I found out that the AOV is 36.87°. Is this correct?
Not quite. The formula is fine; however the lens' FOV required for a rectilinear sensor is equal to the sensor diagonal. If the sensor is a square format with 200mm sides then the required FOV needs to cover 283mm. I.e. the sensor's longest dimension (diagonal) must be ≤ the FOV diameter. So the FOV required is ~ 51˚.
(you calculated the lens FOV diameter required to record 200mm short edge; except that the sensor's short edge/side won't be recorded from the FOV center (diameter)).
You can then use a lens FOV chart like this one (based on a 35mm sensor format).
And then use the sensor's crop factor to determine the required focal length ("crop factor" is also based on the 35mm format). E.g. a 4/3 sensor has a 2x crop factor, and therefore needs a lens with ~ 100˚ FOV to record 50˚ on the sensor... ~ 18mm.
But there are a lot of variables that can come into play... e.g a lot of times a lens' reported focal length is rounded somewhat, and it is often less when the lens is focused at distances short of infinity.
And focal length is sometimes reported as "35mm equivalent" which already accounts for the crop factor. I.e. for a sensor lens combination you would want one with ~ a "45mm equivalent" lens.
Then you can use the circle of confusion (CoC/airy disk size) requirement to determine the lens' aperture and sensor resolution for the plane of focus.
This chart is relevant:
However, that doesn't account for the required depth of field. That would depend on the required enlargement for viewing... i.e. if the sensor's physical size needs enlarged 100 times for viewing, then you need a CoC/airy disk 1/100 the size listed in the table, and a pixel size 1/2 of that (or 1/4 for maximum color resolution).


## [WHAT YOU ARE ASKED TO DO]
Transcribe the records below word for word, leaving every picture out.

## [SUPPLIED MATERIAL]
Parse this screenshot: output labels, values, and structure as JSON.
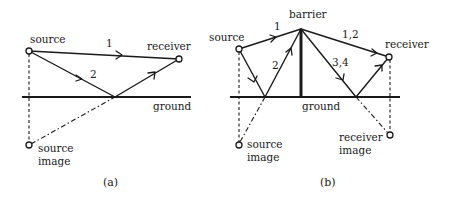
{
  "figure": {
    "panel_a": {
      "caption": "(a)",
      "labels": {
        "source": "source",
        "receiver": "receiver",
        "ground": "ground",
        "source_image_line1": "source",
        "source_image_line2": "image"
      },
      "paths": [
        {
          "id": "1",
          "label": "1",
          "description": "direct path source to receiver"
        },
        {
          "id": "2",
          "label": "2",
          "description": "ground-reflected path via reflection point"
        }
      ]
    },
    "panel_b": {
      "caption": "(b)",
      "labels": {
        "barrier": "barrier",
        "source": "source",
        "receiver": "receiver",
        "ground": "ground",
        "source_image_line1": "source",
        "source_image_line2": "image",
        "receiver_image_line1": "receiver",
        "receiver_image_line2": "image"
      },
      "paths": [
        {
          "id": "1",
          "label": "1",
          "description": "source to barrier top directly"
        },
        {
          "id": "2",
          "label": "2",
          "description": "source to barrier top via ground reflection"
        },
        {
          "id": "12",
          "label": "1,2",
          "description": "barrier top to receiver directly"
        },
        {
          "id": "34",
          "label": "3,4",
          "description": "barrier top to receiver via ground reflection"
        }
      ]
    }
  }
}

## [SOLUTION]
Parse this screenshot: output labels, values, and structure as JSON.
{
  "figure": {
    "panel_a": {
      "caption": "(a)",
      "labels": {
        "source": "source",
        "receiver": "receiver",
        "ground": "ground",
        "source_image_line1": "source",
        "source_image_line2": "image"
      },
      "paths": [
        {
          "id": "1",
          "label": "1",
          "description": "direct path source to receiver"
        },
        {
          "id": "2",
          "label": "2",
          "description": "ground-reflected path via reflection point"
        }
      ]
    },
    "panel_b": {
      "caption": "(b)",
      "labels": {
        "barrier": "barrier",
        "source": "source",
        "receiver": "receiver",
        "ground": "ground",
        "source_image_line1": "source",
        "source_image_line2": "image",
        "receiver_image_line1": "receiver",
        "receiver_image_line2": "image"
      },
      "paths": [
        {
          "id": "1",
          "label": "1",
          "description": "source to barrier top directly"
        },
        {
          "id": "2",
          "label": "2",
          "description": "source to barrier top via ground reflection"
        },
        {
          "id": "12",
          "label": "1,2",
          "description": "barrier top to receiver directly"
        },
        {
          "id": "34",
          "label": "3,4",
          "description": "barrier top to receiver via ground reflection"
        }
      ]
    }
  }
}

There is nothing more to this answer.